[Date Prev][Date Next] [Thread Prev][Thread Next] [Date Index] [Thread Index]

Re: What to do with (packages like) Blender?



Zitat von Christian Perrier <bubulle@debian.org>:

Quoting Cyril Brulebois (kibi@debian.org):

4) http://article.gmane.org/gmane.comp.video.blender.devel/19895

Patch to add support for system-wide FTGL. I kind of get flamed for
thinking about using something else than what blender provides. And
who cares about shared libraries anyway, they are dangerous. If you
want to have a good idea of what blender folks think about being
distributed, you want to read that thread.


That one shows the problem clearly enough.

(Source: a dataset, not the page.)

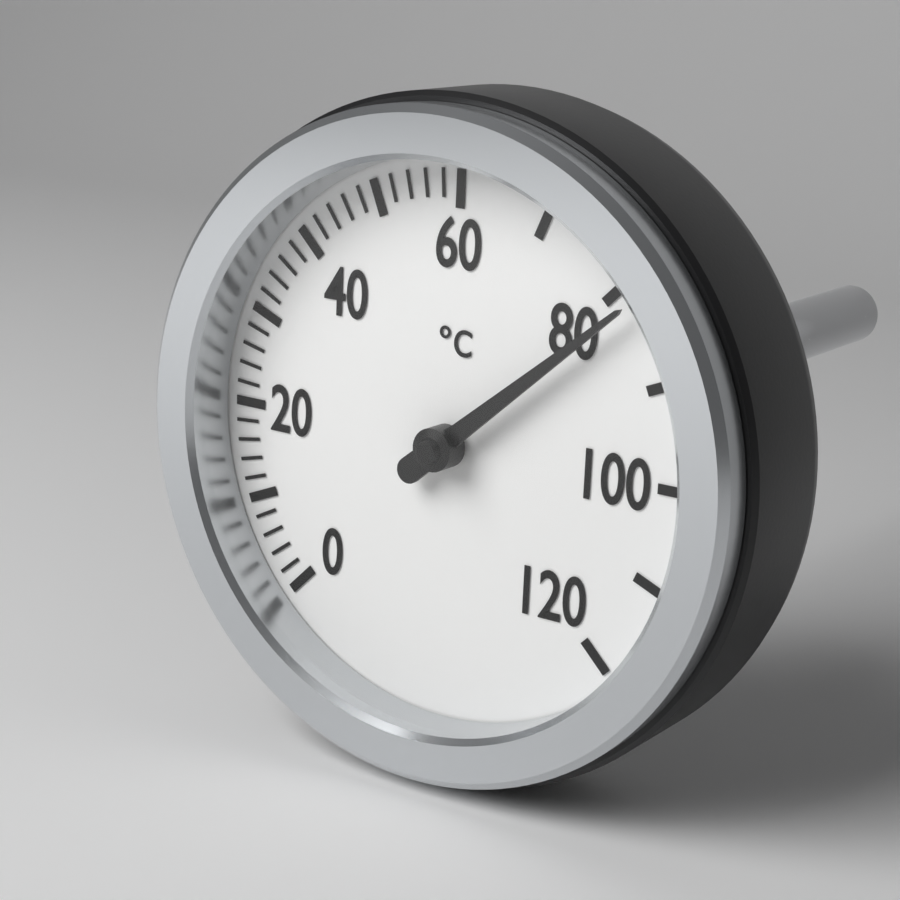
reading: 82 °C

Blender folks are not
interested in using system-wide libs *at all*. They apparently prefer
using their own private (and buggy....Sam made the point very clear)
version of a library, on the vague assumption that, as libraries
change their API without warning, they're bad.

I'm anything but a specialist in this area, but my understanding is
that this is what sonames are about..:-). Anyway, in 2009, such
reasoning is....awfully flawed.

Just drop that blender thing and announce this loudly enough,
preferrably by coordinating with other distro maintainers. That will
eventually trigger a fork from people who have a more collaborative
way of thinking. After all, to my understanding, this blender stuff is
kinda widely used in 3D modelling, right?

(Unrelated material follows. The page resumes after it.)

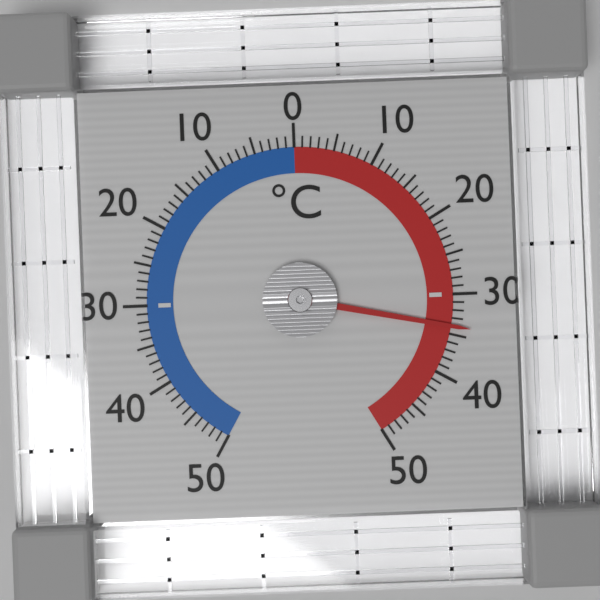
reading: 34 °C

I read that discussion in a different tone as it mostly refers to the FTGL thing. They made changes to the library that are needed and blender would not work correctly without those. The patch doesn't ensure that the system version of that library includes those changes, it doesn't even check for known good versions. This was the main complaint especially since there is no release of FTGL with those changes, yet! So they cannot expect for everyone (and there are other distributions, too) to use _unreleased_ versions of a library (release candidates are not a release). Together, these are valid points for linking a private copy that was tested against. They didn't say anything against having to update that copy.

Additionally, not all upstream library developers are aware of how SONAMEs are to be handled (and maybe they got burned by this before). Maybe because libtool's description of SONAMEs is way to complicated (what insane person wrote this?) and limited, and because other popular systems don't support this. After all, users only see bugs in the frontend, not in the libraries behind it. And there are lots of other projects, too, that include private copies of libraries (e.g. mplayer). This was even the proposed way for some GNU stuff some time ago!